Now for the perceived negatives and what I see as positives. Getting outdoors and healthy in natural surroundings is a natural consequence of having a smaller house, as cabin fever will soon force you outside. Being outside and enjoying the sun is great for your immune system, unlike living in a sterile, germ-free environment. Like a lot of couples that choose this life, they immerse themselves in lush greenery, often buying a large plot of land or building on a farming estate. I much prefer this 'small house, big backyard' attitude to the modern overcrowding of neighbourhoods frame of mind we find ourselves in now. When you overcrowd everyone into suburbs, natural spaces get choked to death and suffer as a result. Thus, consumerism is the enemy of nature, and minimalism is is not. Natural surrounding should be valued and not exploited. Such an outlook allows for greater self-sufficiency in cooking, exercising and social interaction (which can create intimacy instead of isolation), so you, your children and your community won't be under the influence of immoral people.
When you have greater control of your lifestyle, you can more easily reject consumer society's ideas. You will have low bills, less escapism into short-lived pleasures, a stronger entrepreneurial spirit and learning more practical skills during the building of your home with your own labour, and reusing old materials for new purposes or organic resources that allow for better temperature control. Combining the natural aesthetics of the outdoors with smart building practices to create passive houses, for example, can allow anyone to live in a house which needs significantly reduced energy to heat or cool. If you wish to, you can also built it with a heritage or homestead design in mind, which further emphasises the rejection of consumer society and its pattern of houses losing their national heritage for the same designs repeated en masse, and pursuing overcrowding instead of beauty.
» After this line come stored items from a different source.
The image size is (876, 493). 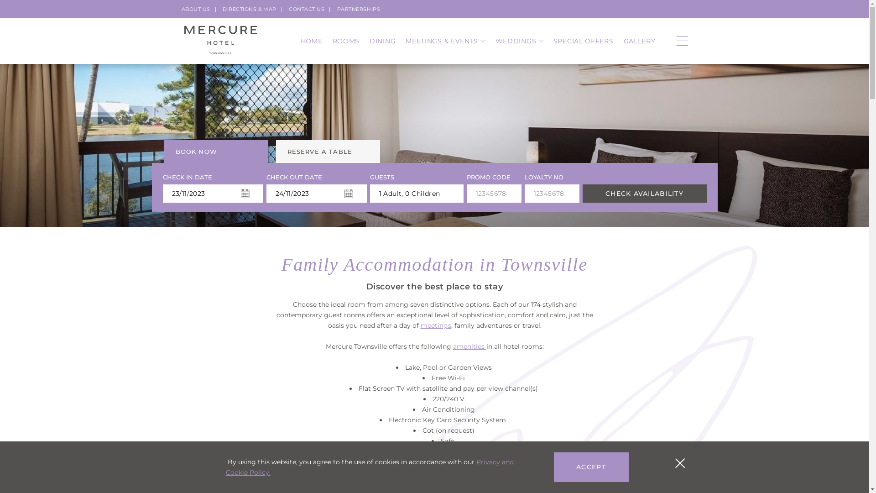 What do you see at coordinates (312, 41) in the screenshot?
I see `HOME` at bounding box center [312, 41].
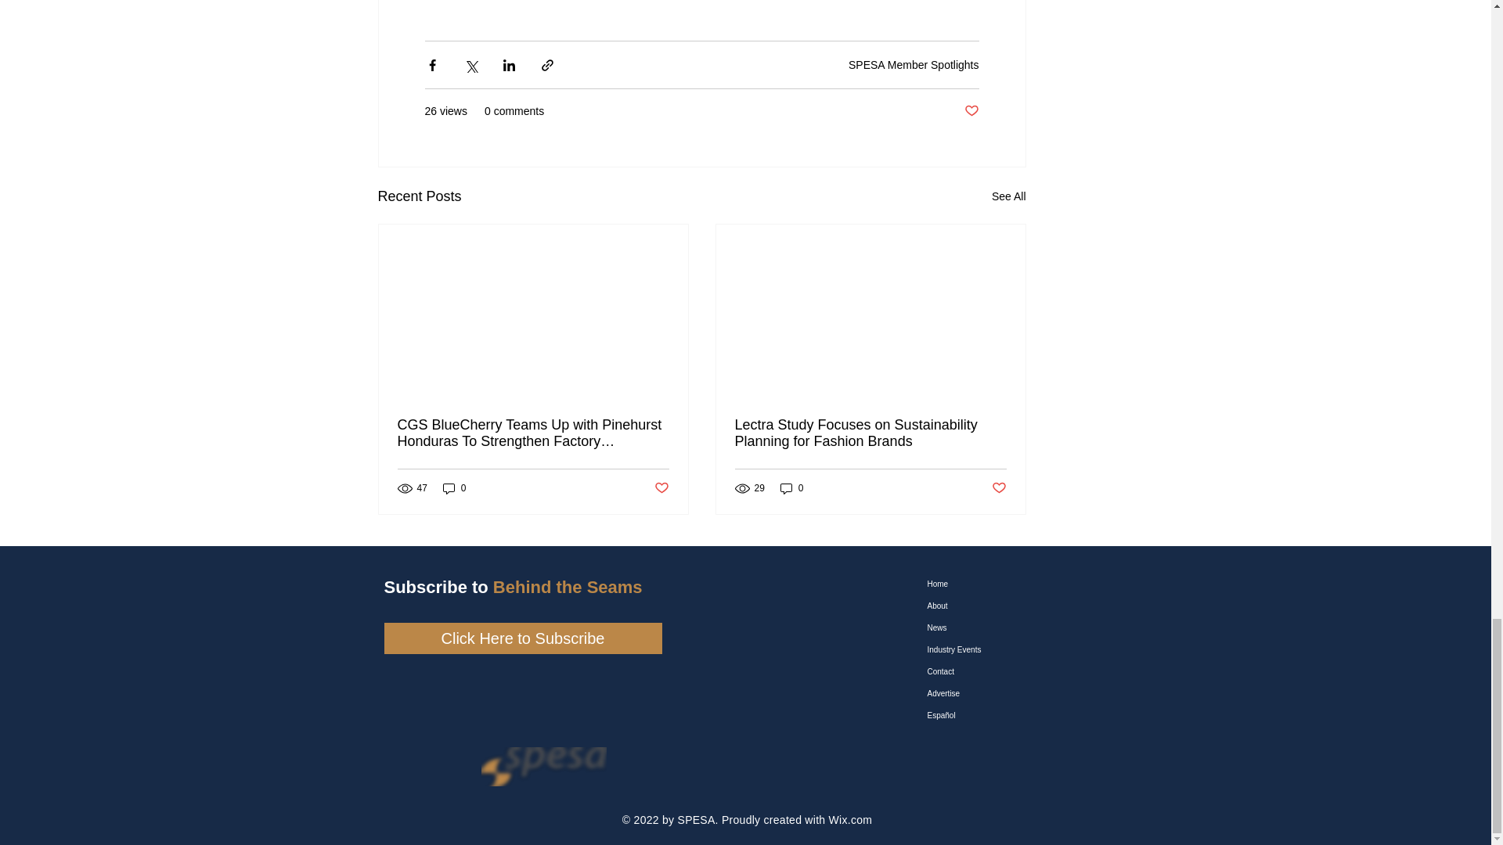 This screenshot has height=845, width=1503. Describe the element at coordinates (972, 111) in the screenshot. I see `Post not marked as liked` at that location.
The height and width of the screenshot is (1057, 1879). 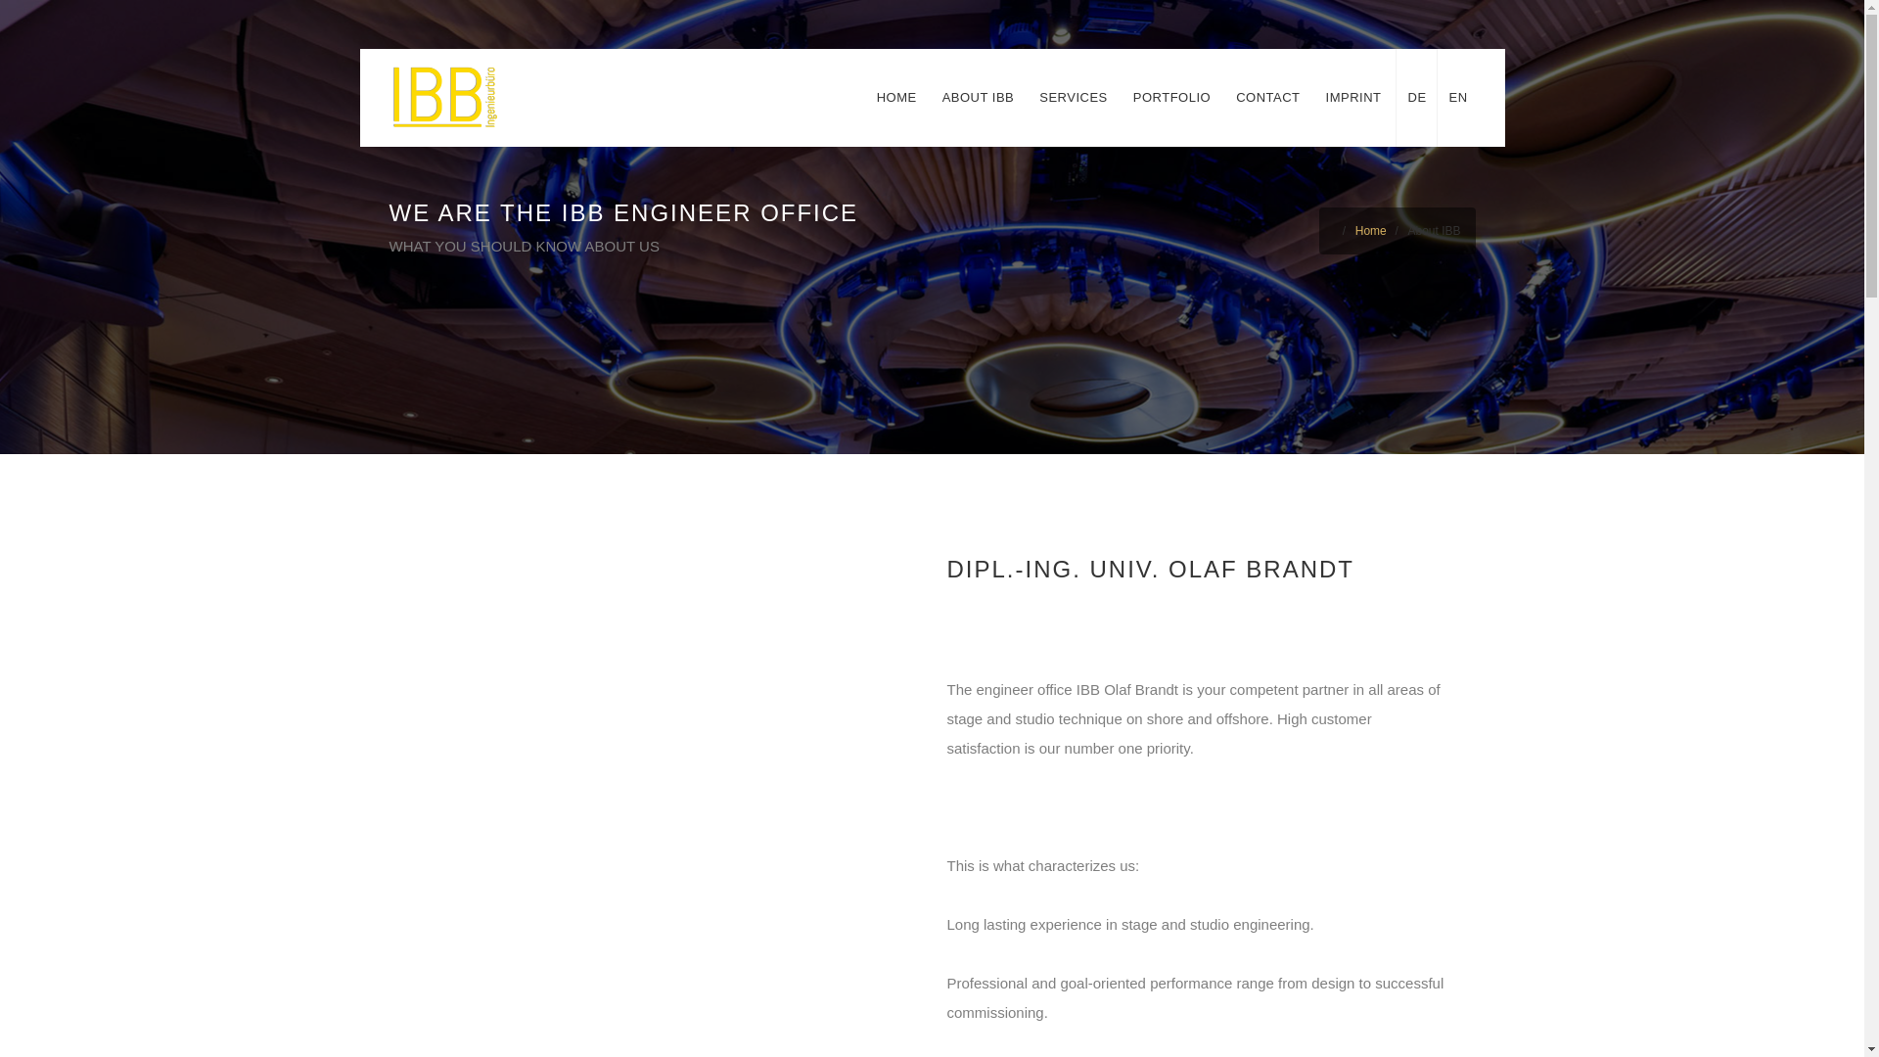 What do you see at coordinates (1074, 98) in the screenshot?
I see `SERVICES` at bounding box center [1074, 98].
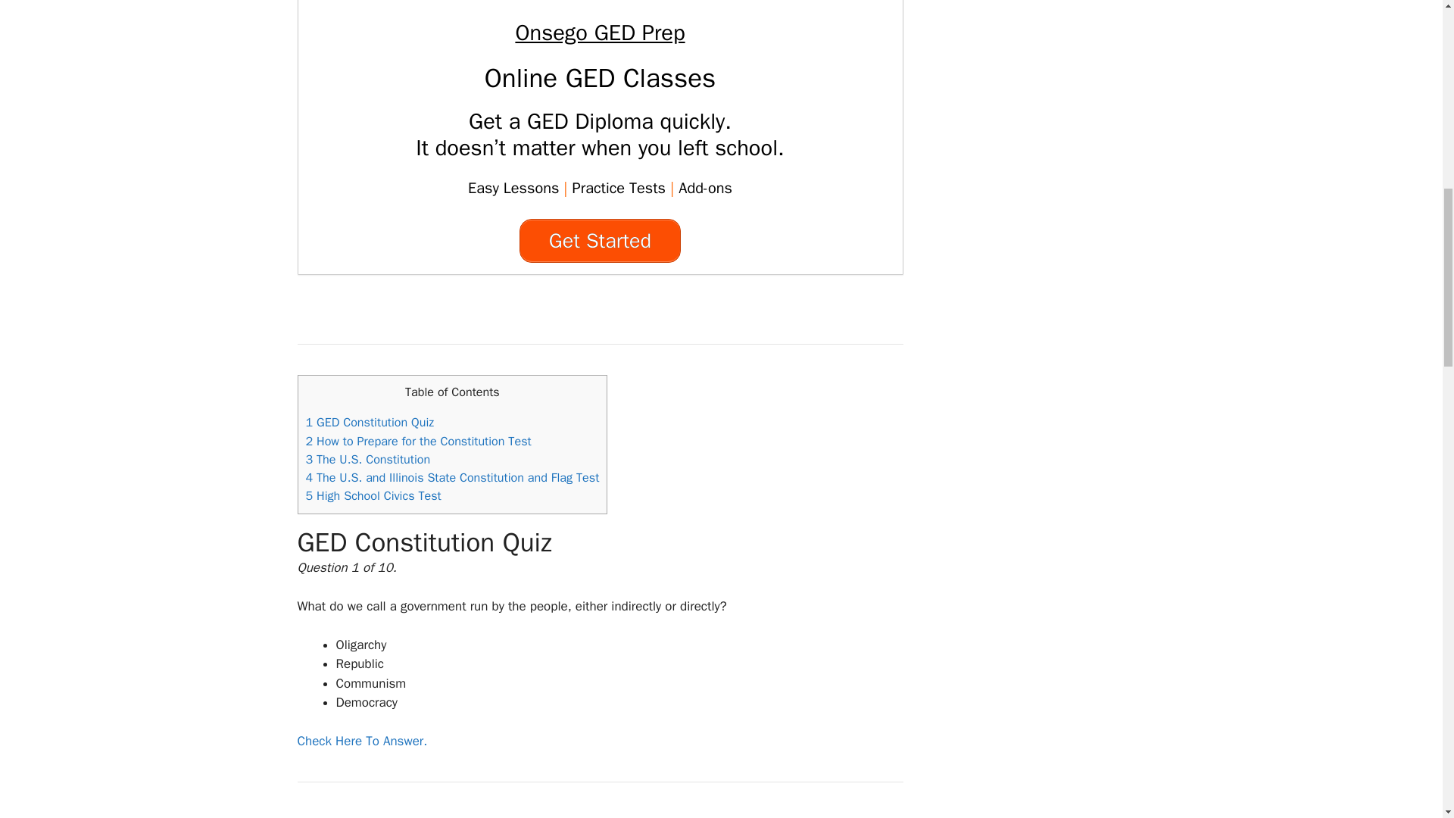 This screenshot has width=1454, height=818. What do you see at coordinates (600, 241) in the screenshot?
I see `Get Started` at bounding box center [600, 241].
With solar panels and water tanks being so easy to access nowadays, and them being a much less energy intensive option, it would be insane to pay so much more money for energy bills, if you have the option to use them. In Australia, it is illegal to not have a rainwater catchment system, but in Colorado it used to be illegal to have one, which is strange as both regions have high levels of desertification. In the case of natural disasters, you'd be glad you didn't spend so much money on your home and have so many possessions. The rebuild and recovery would be less devastating and time consuming this way. This lifestyle is flexible enough for most people to pursue, especially for young men who wish to learn practical skills; building their own tiny house and living modestly would be an exceptional example of masculinity. With no wasted space in a good design and with enough ingenuity, you can fit an entire world in your own house. This means you can have better communication since there will be less escaping to hide away in your room, whilst still retaining the essentials.